The Archive of the Magazine for the George Mason University Community

Mason Memory: Basketball Back in the Day

By Mason Spirit contributor on November 1, 2010


The 2006 Final Four was great. I bought tons of Mason stuff celebrating our historic run. I collected magazine articles, newspaper clippings, Internet articles, and such, so that years from now I can relive those glorious moments.

Ah, but I also remember the good old days.

Carlos Yates

I entered Mason in fall 1975 as a freshman. The original Robinson Hall had just opened. The four buildings where the Finley Building stands were named simply North, South, East, and West. The bookstore was the size of a glorified closet, and you couldn’t even buy a Mason T-shirt. Tuition was $800 a year. There were no dorms.

But there was a basketball team. It played in what resembled a large high school gym at the terminus of Ring Road. Ring Road would eventually become a complete loop (now Patriot Circle), but at the time, it was only half a ring. Inside the gym, students could play pick-up games anytime that did not interfere with the team’s practice schedule. (In fact, I broke my hand my senior year playing basketball in the gym. My professors were kind enough to allow me to tape their lectures and take my exams orally.)

Even in those early days, the fans were rowdy and raucous—both of us. Seriously, many times I counted more players on the court than fans in the stands. We had about three cheerleaders. Admission was free.

These were the days of Division II, Coach Linn, Myron Contee, and Herb Estes. And, boy, were we pumped when we got our big recruit out of Brooklyn, New York, Andre Gaddy. Our schedule was grueling, what with the likes of Mount St. Mary’s.

Kenny Sanders

Then came the days of Carlos Yates, followed by Kenny Sanders. I was at a game at the University of Richmond when Yates singlehandedly destroyed the Spiders. (One year, Yates was the third leading Division I scorer in the nation.) I was in Williamsburg at the ECAC South Tournament (the Colonial Athletic Association [CAA] before it was the CAA) when Navy’s David Robinson singlehandedly destroyed everybody. I was overjoyed when Yates and company beat the University of Alabama, Birmingham (then a top 20 team), and we advanced to our first-ever NIT appearance. We were 21-7 that year. I read with satisfaction the article The Sporting News did on Sanders a few years later.

Players and coaches have come and gone. I really liked Ernie Nestor. I rejoiced when we won our first CAA tournament championship to go to the NCAAs where we played Indiana in the first round and shot so badly the CBS commentator referred to us as George “Masonry” (i.e., bricklayers). There have been good years and down years, and through it all I have remained a huge Patriot fan.

And, oh yes, a word about Coach Larranaga. What a man of class and integrity. He brings to our athletic program and our school a level of professionalism, honesty, and even joy of which we can be proud. Forget the Final Four, Coach L is not only a good coach, he is a good man. He is an outstanding ambassador for Mason. Thank you, Coach.

Yes, the Final Four run was magnificent, but being able to look back and see it from the perspective of the past three decades makes it for me all the more special. Thirty-two years of green and gold, and still counting.

—Kirby D. Smith, BA American Studies ’79, is pastor of Oak Forest Baptist Church in Chesterfield, Virginia. He is also an adjunct professor of church history and Old Testament at the John Leland Center for Theological Studies in Richmond.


**Assigned task:** The response must be made up of the lines in the entries below that contain "text".

[Data tied to figure images]
****

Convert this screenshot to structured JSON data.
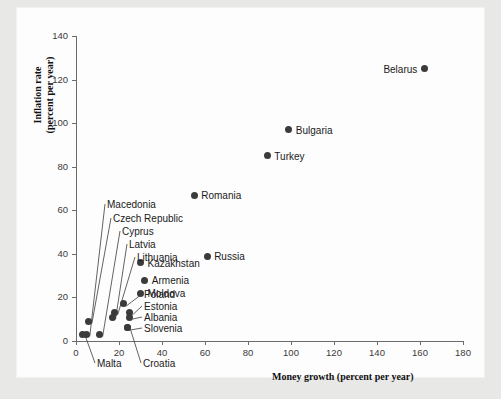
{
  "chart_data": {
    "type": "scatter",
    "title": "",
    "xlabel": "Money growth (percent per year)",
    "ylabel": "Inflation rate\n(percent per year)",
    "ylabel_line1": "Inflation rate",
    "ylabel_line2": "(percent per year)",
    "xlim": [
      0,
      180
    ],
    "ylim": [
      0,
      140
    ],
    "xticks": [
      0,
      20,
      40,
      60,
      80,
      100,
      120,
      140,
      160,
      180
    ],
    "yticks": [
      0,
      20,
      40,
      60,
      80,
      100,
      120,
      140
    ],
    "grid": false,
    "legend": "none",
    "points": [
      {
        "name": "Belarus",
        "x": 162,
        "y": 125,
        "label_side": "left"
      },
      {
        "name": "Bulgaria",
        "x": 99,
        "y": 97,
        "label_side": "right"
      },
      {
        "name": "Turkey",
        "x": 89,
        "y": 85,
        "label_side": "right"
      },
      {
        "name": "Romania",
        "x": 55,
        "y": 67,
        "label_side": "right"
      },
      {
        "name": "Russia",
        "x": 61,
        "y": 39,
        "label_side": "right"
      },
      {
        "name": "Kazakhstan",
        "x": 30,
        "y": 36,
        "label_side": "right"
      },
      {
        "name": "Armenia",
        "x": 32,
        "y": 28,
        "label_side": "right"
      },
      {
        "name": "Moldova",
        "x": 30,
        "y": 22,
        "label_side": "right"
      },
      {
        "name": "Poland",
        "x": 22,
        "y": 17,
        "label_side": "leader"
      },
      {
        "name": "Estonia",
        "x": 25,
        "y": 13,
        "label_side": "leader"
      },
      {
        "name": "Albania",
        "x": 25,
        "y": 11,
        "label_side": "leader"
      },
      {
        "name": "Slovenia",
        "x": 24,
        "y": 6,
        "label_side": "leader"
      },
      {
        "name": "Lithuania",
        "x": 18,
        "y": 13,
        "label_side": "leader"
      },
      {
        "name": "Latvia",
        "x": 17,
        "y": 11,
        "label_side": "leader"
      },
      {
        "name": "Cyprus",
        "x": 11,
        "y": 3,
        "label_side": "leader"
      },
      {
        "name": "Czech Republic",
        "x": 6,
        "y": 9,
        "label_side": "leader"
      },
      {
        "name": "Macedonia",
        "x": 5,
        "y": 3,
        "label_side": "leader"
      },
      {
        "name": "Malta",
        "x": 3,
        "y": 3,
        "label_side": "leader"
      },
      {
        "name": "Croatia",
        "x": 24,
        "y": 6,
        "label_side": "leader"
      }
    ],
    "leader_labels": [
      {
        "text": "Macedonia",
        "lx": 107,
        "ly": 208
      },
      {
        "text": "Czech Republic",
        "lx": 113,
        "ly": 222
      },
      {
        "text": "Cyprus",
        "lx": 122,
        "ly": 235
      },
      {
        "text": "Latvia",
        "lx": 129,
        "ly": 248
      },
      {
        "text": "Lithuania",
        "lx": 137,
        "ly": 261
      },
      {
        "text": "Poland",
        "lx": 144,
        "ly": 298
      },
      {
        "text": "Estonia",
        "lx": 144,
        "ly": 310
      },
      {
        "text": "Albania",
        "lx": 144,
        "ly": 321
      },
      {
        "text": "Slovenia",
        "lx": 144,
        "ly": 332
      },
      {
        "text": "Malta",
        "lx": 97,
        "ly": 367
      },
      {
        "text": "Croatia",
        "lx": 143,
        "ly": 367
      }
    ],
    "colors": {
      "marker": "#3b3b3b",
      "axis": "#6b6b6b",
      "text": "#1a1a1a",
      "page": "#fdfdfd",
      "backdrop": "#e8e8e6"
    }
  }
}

****

**Solution to this task:**
        "text": "Macedonia",
        "text": "Czech Republic",
        "text": "Cyprus",
        "text": "Latvia",
        "text": "Lithuania",
        "text": "Poland",
        "text": "Estonia",
        "text": "Albania",
        "text": "Slovenia",
        "text": "Malta",
        "text": "Croatia",
      "text": "#1a1a1a",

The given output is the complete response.